REVIEW: Captain America #1 by Ta-Nehisi Coates, Leinil Francis Yu, Gerry Alanguilan, & Sunny Cho

Captain America #1 is easily Ta-Nehisi Coates' best single issue yet.

By Zack Quaintance — Ta-Nehisi Coates is most well-known for Between the World and Me, a heartrending book about racist violence in America, written as a letter from Coates’ to his teenage son. It came out in July 2015, raising Coates literary profile to nigh-mainstream levels and giving the author his pick of follow up projects...which he used to start writing comics.

A lifelong comics fan, Coates launched a new Black Panther book for Marvel in March 2016, even going so far as to answer letters and construct maps of Wakanda for the book’s back matter. There were hiccups in his first arc, times when Coates mishandled T’Challa’s characterization, overwrote captions, didn’t consider visuals, etc. Eventually though, Coates grew into the work, learning quickly, and ultimately combining his love of the medium with his abilities as a writer. And this week Coates has written his best comic yet: Captain America #1, illustrated by Leinil Francis Yu, with Gerry Alanguilan and Sunny Cho.

Captain America #1’s art shines, starting with an action-heavy intro that returns an old villain for Cap to presumably later battle. Throughout, the book features large panels allowing its artists to play up Cap’s iconic visage, winged cowl, flag shield, and grave focus. We see Cap charge into battle on a full page, stand over a foe who subverted his values, and carry a first responder, the two of them laid over Americans working together following an outbreak of random violence (an all too common real world image these days).

Coates picks up on some interesting ideas left dangling after Marvel's Secret Empire event.

Coates plotting is expert, building on ideas left dangling after Nick Spencer’s recent event Secret Empire, in which a Steve Rogers imposter joins Hydra and torments the planet. I’ve complained elsewhere that Marvel glazed over that fallout, but I was too hasty—we get it here from Coates, who uses those threads, making this comic relevant to our national climate without feeling too heavy-handed (a complaint I had with Spencer’s recently-concluded run). Make no mistake, this comic is foremost an entertaining read.

Take the intro, for example: a convoy of Hydra henchmen transport a woman and are ambushed by Russian partisans as said woman cooly remarks This is Russia. Graveyard of Hitler’s horde. Bane of Napoleon and his imperial French. You can read deeply into that, or you can hurry to the next panel and watch a Hydra henchman's skeletal corpse crack the windshield of the prison truck. This is a layered story that gives its readers both options.

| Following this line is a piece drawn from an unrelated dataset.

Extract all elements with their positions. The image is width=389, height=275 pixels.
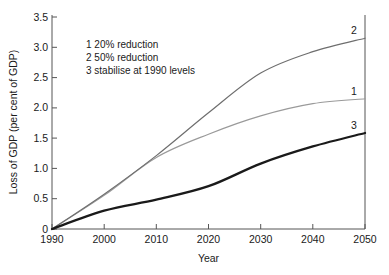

This powerful image shows Captain America and Bucky helping in the aftermath of a mass shooting event.

And that’s a challenge at the heart of all narrative writing: how to share intriguing nuanced ideas while also telling a well-paced and entertaining story. Whereas Coates may have leaned too far toward the former on his early Black Panther run, he’s obviously learned and improved. The result is a new Captain America arc that has me excited about the character in a way I haven’t been since Ed Brubaker concluded the most recent all-time great Cap run a few years back.

Overall: This is Ta-Nehisi Coates' best comic yet, layered and nuanced, but also well-paced and entertaining. This book plays up Captain America as a former icon while addressing his tarnished status following Secret Empire. It’s so good that one issue in, this run already has must-read status. 9.5/10

Zack Quaintance is a journalist who also writes fiction and makes comics. Find him on Twitter at @zackquaintance. He lives in Sacramento, California.

SPECIAL NOTE: Listen to our friends WMQ Comics discuss all things Cap on this week's WMQ&A Podcast!